GOD B3TA V1.0: HOW TO TAKE GOD’S DESIRE – Legawa Allit

Allit’s analogy unfolds a realm of openness, suggesting that the human aspect can delve into the depths of cinema, exploring the narrative of bodily power and questioning the dimensions of humanity. It traverses the dual facets of the microcosm and macrocosm, creating a surreal reality shaped by the immaterial nature, extending far beyond the inquiries about the material body that forms itself.

The pursuit of this Micro-Macro meaning is unearthed from Allit’s reflection when addressed with the moniker “Alit” (in Sundanese, meaning small). Revealing oneself akin to the arrangement of subjects and objects in the universe, Allit presents two modes of expression in an expanded cinematic form, utilizing both material and immaterial mediums. The concept of the gaze becomes Allit’s form, projecting visuals that are small, peering into a medium resembling a viewfinder, and projected through a medium akin to a kinetoscope. This work becomes immaterial, much like the form of God that we cannot physically touch.

Allit enters the realms of Ego and consciousness in the research text on Ibn Arabi’s Cosmological Sufism, Microcosm-Macrocosm, and engages with Ibrahim’s Theological perspectives, as well as delving into Slavoj Zizek’s “The Sublime Object of Ideology.” When the context is structured, Allit provides a dynamic, extreme, and radical view regarding the singular nature of God through the camera medium, portraying a liberal perspective (akin to how Ibrahim interprets the magnificence of God and the Universe). However, this liberal view contextualizes the work more towards the substantive meaning of the “Folded World.” Subject intervention is fragmented, illustrating how Allit traps oneself in a fragile, lifeless interpretation of divinity, where only their perspective is singular, caught in the confines of space and time. Isn’t reality a mechanism wherein the body accepts the conditions of life intimately tied to the relevance of space and time?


WHAT THE TASK REQUIRES: Wherever the string "western" turns up in the data, copy the whole line.

EXERCISE MATERIAL:
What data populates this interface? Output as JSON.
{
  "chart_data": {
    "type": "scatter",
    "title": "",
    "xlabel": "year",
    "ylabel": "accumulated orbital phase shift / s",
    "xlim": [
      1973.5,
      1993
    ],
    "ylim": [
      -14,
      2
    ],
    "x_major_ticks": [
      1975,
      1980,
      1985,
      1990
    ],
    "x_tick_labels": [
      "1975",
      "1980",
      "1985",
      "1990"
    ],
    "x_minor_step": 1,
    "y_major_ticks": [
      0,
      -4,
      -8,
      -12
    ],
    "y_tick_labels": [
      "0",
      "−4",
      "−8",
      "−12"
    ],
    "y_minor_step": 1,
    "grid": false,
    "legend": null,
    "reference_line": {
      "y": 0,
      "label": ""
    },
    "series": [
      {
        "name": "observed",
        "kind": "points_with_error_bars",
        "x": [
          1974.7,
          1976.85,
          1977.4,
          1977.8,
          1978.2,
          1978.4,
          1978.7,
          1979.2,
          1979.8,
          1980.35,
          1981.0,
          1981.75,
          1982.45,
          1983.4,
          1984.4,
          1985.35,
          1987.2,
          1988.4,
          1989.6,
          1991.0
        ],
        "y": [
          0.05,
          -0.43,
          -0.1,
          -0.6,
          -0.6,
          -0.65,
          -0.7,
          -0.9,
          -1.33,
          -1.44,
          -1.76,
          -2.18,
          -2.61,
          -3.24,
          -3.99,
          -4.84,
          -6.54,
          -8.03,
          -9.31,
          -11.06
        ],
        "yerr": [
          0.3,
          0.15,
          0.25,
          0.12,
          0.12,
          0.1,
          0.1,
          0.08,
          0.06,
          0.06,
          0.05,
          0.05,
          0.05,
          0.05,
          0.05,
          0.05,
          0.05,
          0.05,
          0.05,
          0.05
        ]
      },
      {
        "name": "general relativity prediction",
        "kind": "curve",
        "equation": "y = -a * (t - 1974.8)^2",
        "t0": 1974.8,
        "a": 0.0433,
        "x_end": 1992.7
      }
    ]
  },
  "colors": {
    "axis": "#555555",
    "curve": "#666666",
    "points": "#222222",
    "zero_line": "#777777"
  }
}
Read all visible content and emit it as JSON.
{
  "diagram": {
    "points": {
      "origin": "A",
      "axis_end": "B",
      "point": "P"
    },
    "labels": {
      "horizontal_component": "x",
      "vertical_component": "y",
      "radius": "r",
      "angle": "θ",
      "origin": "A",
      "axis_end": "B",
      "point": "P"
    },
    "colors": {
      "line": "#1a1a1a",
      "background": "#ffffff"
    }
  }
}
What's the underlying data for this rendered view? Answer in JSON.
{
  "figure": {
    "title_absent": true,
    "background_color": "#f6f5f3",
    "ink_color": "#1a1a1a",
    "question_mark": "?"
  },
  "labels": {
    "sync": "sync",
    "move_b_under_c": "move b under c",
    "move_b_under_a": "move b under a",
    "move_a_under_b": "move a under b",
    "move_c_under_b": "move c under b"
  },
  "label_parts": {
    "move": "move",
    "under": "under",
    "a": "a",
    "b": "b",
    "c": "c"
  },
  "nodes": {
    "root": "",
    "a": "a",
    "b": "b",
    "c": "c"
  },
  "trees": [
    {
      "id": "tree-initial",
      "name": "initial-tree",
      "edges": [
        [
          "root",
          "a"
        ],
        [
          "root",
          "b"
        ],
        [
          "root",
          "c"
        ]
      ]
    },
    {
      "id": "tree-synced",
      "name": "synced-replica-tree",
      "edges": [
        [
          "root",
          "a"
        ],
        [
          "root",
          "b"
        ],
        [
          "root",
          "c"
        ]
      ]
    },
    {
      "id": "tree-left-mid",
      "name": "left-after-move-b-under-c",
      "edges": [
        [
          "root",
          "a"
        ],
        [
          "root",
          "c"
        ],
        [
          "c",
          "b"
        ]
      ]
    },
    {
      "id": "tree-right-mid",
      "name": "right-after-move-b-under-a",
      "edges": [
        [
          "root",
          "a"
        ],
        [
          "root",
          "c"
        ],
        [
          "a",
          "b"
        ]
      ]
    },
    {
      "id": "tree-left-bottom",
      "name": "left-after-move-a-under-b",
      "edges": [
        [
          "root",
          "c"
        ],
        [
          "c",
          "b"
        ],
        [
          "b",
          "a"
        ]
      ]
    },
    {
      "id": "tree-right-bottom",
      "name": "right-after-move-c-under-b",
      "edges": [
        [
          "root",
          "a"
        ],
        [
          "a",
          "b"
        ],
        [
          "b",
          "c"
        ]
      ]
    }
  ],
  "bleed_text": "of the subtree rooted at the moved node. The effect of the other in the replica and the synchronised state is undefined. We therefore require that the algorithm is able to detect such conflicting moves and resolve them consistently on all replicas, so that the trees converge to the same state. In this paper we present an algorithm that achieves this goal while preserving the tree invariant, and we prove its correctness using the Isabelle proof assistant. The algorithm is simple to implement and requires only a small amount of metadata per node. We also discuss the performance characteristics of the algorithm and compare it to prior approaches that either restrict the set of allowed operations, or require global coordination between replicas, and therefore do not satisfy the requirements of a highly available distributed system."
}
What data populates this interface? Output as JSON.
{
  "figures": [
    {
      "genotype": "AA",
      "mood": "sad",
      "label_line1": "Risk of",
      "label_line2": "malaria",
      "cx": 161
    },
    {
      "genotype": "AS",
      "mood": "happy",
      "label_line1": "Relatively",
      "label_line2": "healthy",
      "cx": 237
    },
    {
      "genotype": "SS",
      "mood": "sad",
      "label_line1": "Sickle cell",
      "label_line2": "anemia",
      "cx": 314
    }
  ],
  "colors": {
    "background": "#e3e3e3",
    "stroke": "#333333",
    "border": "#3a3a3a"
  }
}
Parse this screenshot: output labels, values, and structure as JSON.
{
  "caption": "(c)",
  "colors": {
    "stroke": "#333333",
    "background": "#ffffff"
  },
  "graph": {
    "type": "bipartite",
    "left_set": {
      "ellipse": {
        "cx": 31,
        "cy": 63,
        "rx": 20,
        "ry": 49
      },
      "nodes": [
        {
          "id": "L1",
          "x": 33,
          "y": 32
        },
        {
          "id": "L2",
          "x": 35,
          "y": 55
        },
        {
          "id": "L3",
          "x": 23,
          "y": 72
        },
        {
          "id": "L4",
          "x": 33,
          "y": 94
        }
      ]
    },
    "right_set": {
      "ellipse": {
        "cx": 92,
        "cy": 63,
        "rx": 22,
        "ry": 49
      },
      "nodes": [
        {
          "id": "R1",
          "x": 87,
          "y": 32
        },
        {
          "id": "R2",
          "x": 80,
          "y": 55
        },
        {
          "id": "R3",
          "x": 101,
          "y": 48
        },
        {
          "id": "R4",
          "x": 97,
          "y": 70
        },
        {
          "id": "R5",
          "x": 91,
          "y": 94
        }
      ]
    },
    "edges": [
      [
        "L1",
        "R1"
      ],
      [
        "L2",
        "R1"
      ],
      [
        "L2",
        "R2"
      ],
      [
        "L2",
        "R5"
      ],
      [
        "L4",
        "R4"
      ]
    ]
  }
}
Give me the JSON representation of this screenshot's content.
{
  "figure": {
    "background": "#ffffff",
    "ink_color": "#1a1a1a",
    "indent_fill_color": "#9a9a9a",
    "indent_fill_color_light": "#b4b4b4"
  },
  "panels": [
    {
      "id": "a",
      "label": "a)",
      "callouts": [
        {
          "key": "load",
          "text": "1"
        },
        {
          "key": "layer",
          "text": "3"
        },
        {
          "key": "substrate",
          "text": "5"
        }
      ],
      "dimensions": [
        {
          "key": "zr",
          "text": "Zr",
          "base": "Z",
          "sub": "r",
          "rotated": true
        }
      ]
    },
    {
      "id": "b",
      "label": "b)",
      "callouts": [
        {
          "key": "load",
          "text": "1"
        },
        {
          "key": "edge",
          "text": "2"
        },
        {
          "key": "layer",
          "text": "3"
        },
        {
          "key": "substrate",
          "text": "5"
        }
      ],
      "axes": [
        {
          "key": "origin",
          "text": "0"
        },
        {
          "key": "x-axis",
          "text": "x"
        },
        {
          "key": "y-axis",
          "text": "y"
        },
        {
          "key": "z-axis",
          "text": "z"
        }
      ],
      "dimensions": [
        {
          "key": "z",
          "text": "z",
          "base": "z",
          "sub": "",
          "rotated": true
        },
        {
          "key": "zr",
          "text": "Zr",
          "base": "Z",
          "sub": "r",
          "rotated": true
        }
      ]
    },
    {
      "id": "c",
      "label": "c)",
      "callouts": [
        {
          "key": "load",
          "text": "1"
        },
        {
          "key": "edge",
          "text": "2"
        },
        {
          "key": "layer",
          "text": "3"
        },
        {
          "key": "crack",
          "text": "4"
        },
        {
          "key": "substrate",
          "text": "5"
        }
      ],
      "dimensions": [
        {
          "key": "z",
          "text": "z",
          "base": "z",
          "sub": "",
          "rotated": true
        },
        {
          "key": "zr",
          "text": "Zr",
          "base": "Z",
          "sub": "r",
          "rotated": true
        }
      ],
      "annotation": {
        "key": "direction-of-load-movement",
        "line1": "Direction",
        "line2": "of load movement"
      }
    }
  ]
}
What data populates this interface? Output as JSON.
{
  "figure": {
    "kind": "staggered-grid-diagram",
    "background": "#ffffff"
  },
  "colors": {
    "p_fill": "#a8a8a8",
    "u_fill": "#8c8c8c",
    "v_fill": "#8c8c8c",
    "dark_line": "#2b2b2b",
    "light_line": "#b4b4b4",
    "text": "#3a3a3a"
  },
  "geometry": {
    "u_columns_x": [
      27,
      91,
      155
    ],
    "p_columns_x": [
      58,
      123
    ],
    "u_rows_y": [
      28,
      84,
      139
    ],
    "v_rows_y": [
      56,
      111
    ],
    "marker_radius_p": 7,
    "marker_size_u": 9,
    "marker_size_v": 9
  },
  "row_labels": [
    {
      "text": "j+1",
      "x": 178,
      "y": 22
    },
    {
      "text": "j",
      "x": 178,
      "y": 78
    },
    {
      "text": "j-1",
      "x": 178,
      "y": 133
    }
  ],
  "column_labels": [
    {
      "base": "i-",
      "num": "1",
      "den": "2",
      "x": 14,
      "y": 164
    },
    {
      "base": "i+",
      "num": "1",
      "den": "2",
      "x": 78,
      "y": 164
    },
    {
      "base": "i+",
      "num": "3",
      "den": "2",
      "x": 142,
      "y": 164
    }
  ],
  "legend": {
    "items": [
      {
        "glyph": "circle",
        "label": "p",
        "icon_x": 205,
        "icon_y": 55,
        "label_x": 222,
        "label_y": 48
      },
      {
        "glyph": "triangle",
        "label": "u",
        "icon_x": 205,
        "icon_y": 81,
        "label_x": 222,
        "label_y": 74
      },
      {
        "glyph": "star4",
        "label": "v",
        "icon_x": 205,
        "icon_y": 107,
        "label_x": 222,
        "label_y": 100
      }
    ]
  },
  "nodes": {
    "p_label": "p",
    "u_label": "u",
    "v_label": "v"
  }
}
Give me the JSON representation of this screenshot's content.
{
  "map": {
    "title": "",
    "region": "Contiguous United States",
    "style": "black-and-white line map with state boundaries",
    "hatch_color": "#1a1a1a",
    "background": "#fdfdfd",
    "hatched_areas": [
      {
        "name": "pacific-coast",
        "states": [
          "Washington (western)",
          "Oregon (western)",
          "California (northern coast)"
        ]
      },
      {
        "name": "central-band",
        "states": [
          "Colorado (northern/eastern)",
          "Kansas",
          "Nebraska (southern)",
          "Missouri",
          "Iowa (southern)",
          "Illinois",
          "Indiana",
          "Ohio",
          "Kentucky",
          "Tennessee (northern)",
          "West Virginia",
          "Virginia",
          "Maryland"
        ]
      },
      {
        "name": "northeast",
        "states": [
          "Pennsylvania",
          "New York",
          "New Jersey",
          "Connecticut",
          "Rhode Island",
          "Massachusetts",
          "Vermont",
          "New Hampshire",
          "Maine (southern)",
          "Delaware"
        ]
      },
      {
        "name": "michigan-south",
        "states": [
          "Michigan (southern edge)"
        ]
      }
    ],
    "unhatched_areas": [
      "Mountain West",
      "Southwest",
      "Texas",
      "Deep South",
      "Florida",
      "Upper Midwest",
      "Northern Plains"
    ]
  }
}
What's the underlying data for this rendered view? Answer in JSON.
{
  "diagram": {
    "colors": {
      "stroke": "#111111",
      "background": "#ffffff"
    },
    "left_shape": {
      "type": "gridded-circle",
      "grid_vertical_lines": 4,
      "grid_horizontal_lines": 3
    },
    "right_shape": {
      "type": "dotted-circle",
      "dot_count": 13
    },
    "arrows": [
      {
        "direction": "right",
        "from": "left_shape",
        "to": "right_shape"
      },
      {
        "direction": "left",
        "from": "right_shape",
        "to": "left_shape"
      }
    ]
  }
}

SOLUTION:
          "Washington (western)",
          "Oregon (western)",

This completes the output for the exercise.